** Opening DATA FOR THIS TASK block **

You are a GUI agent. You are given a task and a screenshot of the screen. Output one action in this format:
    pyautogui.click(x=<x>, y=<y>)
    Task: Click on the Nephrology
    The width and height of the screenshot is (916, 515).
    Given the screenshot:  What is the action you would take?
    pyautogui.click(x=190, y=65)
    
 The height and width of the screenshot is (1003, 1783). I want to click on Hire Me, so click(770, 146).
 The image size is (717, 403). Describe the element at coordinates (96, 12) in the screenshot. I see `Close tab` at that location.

** Closing DATA FOR THIS TASK block **

> [ASSIGNMENT]: Return every line of the data unchanged.

> [OUTPUT]:
You are a GUI agent. You are given a task and a screenshot of the screen. Output one action in this format:
    pyautogui.click(x=<x>, y=<y>)
    Task: Click on the Nephrology
    The width and height of the screenshot is (916, 515).
    Given the screenshot:  What is the action you would take?
    pyautogui.click(x=190, y=65)
    
 The height and width of the screenshot is (1003, 1783). I want to click on Hire Me, so click(770, 146).
 The image size is (717, 403). Describe the element at coordinates (96, 12) in the screenshot. I see `Close tab` at that location.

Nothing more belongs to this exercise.